Data records:
************
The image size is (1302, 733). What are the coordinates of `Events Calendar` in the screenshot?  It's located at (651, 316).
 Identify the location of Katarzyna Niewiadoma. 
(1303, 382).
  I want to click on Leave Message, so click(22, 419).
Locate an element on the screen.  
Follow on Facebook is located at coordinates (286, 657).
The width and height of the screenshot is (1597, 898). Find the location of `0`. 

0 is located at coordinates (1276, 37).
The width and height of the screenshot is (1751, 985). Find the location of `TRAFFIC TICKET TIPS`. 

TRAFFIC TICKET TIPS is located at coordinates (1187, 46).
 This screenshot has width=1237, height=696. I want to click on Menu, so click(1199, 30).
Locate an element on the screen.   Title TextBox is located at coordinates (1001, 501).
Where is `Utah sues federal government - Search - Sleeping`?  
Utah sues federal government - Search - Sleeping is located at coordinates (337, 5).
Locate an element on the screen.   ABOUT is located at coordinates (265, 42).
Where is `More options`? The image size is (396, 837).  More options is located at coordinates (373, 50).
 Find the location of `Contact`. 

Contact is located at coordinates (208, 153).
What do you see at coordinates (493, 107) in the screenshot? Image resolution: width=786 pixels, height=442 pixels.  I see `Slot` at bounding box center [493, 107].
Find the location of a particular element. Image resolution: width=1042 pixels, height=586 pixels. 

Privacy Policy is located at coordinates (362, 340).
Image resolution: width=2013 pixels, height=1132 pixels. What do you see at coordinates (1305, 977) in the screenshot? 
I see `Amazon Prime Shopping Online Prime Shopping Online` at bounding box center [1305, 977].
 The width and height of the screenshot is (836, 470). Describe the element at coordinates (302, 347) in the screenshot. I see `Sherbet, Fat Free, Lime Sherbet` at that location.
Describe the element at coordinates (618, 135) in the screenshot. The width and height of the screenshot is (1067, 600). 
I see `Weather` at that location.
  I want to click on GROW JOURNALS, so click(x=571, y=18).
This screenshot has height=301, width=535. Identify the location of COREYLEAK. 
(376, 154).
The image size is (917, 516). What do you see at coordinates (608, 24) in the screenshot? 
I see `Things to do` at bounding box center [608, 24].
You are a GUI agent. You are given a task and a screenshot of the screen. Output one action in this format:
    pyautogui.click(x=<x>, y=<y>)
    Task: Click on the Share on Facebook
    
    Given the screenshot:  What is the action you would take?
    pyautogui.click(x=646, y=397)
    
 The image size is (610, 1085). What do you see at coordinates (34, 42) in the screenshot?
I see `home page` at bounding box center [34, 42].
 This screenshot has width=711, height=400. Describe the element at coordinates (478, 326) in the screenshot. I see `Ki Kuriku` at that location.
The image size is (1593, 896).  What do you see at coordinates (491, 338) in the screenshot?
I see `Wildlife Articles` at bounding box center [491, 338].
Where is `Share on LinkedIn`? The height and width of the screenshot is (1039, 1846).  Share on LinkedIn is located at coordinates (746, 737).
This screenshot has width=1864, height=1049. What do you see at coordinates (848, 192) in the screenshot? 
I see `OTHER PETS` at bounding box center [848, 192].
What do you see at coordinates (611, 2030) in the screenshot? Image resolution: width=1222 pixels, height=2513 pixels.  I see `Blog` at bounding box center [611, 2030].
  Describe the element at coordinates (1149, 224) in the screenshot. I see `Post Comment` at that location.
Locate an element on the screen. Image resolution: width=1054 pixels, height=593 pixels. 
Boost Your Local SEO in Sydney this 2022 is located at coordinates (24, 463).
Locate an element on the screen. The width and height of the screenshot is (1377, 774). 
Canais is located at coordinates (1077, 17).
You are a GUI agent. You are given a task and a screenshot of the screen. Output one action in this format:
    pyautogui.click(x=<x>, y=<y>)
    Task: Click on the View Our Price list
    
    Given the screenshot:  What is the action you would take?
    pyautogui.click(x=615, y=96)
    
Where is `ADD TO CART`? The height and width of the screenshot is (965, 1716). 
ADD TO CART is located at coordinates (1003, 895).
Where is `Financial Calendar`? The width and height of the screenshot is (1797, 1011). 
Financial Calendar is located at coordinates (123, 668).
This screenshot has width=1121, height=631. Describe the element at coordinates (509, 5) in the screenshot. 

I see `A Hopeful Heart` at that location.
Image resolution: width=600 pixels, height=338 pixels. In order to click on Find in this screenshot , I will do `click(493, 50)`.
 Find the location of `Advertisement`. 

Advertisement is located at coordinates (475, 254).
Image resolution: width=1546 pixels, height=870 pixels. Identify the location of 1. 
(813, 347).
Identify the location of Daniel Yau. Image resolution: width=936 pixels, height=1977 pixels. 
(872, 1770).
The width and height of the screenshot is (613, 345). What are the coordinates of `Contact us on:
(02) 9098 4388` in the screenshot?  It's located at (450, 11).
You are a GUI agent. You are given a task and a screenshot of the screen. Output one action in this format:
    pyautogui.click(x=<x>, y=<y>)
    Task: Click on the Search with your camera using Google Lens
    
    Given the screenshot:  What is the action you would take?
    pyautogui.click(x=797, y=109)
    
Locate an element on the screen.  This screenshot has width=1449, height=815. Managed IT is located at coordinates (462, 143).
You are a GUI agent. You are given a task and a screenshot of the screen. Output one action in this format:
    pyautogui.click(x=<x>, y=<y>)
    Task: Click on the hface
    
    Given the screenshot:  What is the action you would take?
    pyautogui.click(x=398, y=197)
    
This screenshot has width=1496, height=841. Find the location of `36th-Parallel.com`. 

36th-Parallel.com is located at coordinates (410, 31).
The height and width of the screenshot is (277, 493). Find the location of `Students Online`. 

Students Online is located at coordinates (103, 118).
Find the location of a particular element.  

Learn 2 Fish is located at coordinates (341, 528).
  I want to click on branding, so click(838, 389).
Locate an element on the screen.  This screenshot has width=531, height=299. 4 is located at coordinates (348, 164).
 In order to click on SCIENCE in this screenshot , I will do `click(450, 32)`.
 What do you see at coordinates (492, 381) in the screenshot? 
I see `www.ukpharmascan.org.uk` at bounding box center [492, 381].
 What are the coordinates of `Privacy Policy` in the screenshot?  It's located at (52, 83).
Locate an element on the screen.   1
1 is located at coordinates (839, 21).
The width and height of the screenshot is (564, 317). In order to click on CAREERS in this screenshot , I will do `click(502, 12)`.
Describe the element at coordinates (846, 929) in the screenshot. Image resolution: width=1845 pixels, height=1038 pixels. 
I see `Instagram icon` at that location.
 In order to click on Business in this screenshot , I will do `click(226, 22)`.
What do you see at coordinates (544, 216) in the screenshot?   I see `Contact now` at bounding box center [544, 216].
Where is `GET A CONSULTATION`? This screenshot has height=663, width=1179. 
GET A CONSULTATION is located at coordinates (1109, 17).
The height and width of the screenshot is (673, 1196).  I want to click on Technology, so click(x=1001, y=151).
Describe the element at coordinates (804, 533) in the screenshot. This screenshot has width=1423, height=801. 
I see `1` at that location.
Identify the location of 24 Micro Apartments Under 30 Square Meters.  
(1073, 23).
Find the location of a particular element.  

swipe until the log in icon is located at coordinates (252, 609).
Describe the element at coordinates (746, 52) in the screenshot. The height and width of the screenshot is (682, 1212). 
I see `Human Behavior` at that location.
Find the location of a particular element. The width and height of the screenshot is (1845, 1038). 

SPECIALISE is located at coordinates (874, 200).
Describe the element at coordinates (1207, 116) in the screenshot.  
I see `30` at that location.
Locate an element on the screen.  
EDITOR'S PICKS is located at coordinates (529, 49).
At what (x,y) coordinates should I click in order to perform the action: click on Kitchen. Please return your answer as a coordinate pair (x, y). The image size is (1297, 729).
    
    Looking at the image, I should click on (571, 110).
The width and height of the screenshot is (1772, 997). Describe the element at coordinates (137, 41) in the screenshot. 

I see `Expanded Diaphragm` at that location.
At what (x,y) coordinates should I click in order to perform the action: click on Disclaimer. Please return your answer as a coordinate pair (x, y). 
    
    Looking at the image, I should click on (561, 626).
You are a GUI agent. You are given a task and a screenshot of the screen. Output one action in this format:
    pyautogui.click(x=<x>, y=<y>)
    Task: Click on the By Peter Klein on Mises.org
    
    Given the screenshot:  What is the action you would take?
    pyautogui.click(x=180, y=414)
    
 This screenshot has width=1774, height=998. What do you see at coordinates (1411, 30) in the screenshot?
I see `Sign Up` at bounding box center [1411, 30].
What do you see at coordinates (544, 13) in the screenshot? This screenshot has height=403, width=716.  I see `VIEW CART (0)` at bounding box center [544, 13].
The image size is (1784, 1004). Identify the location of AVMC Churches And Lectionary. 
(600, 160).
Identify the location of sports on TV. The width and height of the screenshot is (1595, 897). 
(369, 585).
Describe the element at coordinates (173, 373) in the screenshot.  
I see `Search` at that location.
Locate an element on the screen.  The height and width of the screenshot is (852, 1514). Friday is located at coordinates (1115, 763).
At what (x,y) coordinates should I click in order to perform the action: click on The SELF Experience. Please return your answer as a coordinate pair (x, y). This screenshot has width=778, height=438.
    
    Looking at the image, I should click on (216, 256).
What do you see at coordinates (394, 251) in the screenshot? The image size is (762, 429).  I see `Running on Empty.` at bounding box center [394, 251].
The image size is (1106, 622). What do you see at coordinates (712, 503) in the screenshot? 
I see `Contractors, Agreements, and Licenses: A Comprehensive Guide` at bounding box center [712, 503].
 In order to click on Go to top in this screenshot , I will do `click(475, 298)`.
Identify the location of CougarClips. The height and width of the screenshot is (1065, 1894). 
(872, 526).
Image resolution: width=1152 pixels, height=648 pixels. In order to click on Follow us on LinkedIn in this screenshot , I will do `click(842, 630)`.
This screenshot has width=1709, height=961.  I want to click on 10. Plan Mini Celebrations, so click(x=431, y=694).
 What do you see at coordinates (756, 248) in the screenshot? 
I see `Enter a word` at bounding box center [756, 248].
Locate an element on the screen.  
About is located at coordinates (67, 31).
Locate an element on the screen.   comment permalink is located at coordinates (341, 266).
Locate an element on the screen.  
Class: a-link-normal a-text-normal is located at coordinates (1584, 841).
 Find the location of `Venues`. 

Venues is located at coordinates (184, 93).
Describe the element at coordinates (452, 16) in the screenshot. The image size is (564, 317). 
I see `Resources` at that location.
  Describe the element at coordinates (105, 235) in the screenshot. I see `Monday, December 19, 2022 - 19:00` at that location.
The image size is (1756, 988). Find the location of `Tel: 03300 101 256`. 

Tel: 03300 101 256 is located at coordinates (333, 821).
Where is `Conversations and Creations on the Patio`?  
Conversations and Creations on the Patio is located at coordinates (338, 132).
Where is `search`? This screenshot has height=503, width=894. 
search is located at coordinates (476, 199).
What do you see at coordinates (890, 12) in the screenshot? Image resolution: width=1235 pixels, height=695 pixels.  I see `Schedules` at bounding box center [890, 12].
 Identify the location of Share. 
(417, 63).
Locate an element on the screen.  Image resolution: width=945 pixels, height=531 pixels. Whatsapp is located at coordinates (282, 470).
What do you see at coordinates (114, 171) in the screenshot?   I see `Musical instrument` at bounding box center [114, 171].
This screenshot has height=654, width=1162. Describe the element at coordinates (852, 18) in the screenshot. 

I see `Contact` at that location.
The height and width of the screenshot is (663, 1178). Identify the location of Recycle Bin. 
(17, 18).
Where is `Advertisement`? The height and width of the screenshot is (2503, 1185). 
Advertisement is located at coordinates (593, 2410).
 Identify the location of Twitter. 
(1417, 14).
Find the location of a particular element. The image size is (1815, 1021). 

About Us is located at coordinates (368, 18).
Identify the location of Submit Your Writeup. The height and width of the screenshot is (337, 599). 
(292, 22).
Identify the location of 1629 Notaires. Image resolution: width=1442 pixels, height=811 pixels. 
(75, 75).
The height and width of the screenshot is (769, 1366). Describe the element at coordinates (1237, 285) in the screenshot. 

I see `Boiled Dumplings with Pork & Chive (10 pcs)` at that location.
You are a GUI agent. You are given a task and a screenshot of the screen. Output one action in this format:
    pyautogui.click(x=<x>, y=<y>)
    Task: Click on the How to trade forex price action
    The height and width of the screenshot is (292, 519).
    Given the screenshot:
************
The expected result is every line above containing the string "LinkedIn".

Where is `Share on LinkedIn`? The height and width of the screenshot is (1039, 1846).  Share on LinkedIn is located at coordinates (746, 737).
Image resolution: width=1152 pixels, height=648 pixels. In order to click on Follow us on LinkedIn in this screenshot , I will do `click(842, 630)`.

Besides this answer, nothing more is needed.